In the semifinals, however, a very peculiar episode would happen that threatened to jeopardize the Moscow team’s run to the final.

During a scrum in Dynamo’s penalty area, a teammate of Kozhemyakin, Zhukov, fell to the ground struck by an opponent.

Certain that he heard the referee’s whistle, Kozhemyakin takes the ball in his hand to take the free kick in his favor and restart the action.

… only there was no referee whistle, which instead punishes Anatoli’s offense with a penalty kick.

Fortunately, the Soviets, after the two one-to-one draws, would prove infallible from the eleven meters winning the right to play the final in Barcelona, which they would later lose to Glasgow Rangers … with Kozhemyakin absent due to injury.

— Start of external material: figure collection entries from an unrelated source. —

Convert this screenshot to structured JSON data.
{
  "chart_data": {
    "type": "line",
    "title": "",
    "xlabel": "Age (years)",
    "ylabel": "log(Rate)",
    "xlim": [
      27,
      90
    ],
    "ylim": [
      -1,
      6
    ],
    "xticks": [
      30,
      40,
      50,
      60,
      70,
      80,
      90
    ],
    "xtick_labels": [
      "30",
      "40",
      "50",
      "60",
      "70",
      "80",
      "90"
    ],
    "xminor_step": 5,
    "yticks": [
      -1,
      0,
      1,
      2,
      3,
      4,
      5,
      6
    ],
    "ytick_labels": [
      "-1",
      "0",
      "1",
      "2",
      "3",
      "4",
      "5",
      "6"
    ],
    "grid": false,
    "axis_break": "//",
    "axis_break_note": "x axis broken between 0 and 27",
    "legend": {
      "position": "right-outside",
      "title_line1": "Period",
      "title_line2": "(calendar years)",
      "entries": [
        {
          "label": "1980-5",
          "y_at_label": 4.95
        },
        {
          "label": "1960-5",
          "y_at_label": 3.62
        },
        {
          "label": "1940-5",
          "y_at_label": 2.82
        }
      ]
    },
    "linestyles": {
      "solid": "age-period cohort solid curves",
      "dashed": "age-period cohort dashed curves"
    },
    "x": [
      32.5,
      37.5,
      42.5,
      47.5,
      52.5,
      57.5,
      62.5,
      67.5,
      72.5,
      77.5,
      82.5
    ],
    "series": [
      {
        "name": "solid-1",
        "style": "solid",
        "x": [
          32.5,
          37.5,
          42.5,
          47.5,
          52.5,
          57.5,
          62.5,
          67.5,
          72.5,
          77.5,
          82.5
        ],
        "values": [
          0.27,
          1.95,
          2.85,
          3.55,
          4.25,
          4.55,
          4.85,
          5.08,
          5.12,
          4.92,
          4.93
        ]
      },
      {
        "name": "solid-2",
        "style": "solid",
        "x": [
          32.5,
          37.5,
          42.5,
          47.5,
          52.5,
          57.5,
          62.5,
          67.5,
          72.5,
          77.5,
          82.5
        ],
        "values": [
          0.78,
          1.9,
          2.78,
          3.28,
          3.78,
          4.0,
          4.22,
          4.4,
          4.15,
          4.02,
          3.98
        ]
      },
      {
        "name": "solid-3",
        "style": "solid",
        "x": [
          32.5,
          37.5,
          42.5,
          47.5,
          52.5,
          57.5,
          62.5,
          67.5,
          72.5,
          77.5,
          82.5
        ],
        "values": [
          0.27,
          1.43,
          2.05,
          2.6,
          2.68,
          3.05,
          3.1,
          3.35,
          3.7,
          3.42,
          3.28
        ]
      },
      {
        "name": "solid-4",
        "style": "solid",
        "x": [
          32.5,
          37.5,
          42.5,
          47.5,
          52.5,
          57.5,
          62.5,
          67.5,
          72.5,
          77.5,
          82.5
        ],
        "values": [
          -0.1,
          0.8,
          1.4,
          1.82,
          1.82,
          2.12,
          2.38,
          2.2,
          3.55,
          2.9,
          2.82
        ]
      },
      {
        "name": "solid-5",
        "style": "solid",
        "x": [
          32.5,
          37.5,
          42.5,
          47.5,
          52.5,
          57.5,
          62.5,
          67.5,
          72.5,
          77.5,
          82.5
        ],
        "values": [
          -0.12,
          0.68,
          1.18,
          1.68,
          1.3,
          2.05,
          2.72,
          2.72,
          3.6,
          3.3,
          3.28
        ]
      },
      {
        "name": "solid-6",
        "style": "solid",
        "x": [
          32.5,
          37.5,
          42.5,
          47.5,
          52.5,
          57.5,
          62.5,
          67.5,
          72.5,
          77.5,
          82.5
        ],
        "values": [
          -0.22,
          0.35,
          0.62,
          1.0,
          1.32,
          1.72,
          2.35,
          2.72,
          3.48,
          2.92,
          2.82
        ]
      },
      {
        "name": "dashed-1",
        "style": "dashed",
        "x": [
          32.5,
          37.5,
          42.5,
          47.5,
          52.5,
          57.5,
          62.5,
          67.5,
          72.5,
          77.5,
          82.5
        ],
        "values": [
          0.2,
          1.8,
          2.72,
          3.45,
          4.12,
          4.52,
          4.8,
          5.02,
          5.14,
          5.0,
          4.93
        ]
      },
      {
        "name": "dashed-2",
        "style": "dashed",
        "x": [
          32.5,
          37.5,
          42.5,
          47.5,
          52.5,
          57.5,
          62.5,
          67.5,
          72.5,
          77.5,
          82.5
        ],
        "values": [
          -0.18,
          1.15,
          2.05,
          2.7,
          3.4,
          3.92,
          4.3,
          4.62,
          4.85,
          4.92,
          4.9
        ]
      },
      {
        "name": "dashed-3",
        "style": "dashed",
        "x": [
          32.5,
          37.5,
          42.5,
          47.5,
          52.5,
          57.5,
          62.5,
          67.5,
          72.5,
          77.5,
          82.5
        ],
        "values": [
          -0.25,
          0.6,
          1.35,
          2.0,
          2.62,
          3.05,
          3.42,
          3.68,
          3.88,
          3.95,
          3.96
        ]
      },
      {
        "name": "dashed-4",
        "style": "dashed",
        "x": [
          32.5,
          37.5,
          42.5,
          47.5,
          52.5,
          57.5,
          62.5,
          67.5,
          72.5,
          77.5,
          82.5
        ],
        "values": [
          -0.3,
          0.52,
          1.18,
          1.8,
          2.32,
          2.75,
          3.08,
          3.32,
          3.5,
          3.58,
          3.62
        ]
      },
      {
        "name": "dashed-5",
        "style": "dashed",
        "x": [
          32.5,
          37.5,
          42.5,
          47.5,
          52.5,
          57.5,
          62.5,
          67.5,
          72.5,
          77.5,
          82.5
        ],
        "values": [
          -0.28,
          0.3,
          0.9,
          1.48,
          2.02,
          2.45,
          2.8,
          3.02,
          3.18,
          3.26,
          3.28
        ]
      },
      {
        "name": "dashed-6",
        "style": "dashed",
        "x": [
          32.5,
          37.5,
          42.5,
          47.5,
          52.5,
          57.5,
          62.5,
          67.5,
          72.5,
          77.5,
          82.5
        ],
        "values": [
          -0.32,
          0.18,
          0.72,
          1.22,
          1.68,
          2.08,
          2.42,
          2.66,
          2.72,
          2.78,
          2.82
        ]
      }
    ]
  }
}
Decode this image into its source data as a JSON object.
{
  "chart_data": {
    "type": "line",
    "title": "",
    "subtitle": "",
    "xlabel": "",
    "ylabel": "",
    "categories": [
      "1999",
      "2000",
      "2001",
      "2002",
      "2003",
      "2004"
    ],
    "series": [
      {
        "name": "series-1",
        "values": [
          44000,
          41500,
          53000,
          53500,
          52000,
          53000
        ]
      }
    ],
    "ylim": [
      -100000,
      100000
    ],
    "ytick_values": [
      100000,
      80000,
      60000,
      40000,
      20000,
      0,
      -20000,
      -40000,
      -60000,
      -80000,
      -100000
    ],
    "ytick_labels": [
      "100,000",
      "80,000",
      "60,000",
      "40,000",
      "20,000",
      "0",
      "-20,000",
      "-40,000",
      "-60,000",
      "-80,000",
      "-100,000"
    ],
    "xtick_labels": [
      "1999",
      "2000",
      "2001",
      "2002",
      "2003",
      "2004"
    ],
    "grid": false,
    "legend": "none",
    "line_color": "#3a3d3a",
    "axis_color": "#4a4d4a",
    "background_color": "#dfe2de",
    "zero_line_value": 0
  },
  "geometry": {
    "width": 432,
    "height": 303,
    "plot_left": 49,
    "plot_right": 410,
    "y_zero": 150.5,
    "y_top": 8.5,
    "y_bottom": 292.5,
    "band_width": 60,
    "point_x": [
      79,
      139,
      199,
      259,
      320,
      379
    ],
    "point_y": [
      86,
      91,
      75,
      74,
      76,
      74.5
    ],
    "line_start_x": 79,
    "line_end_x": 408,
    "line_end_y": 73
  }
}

The first to learn of Anantoli Kozhemyakin’s death was Lev Yascine himself, who has since become a prominent Dynamo executive.

It is he who a few hours later goes to the field where Dynamo is to play its match with Torpedo.

He meets a journalist who simply asks him how he is doing.

“Bad,” replies the now former Dynamo goalkeeper, “I’m really sick today,” but without adding anything else.

The first to know will have to be Anatoli’s teammates.

They have just lost one-nil to Torpedo and when Yascine enters the locker room they are still arguing heatedly.

He shushes everyone.

“A defeat in soccer is just nonsense. Just now your comrade “Tolya,” Anatoli Kozhemyakin left us” before bursting into tears.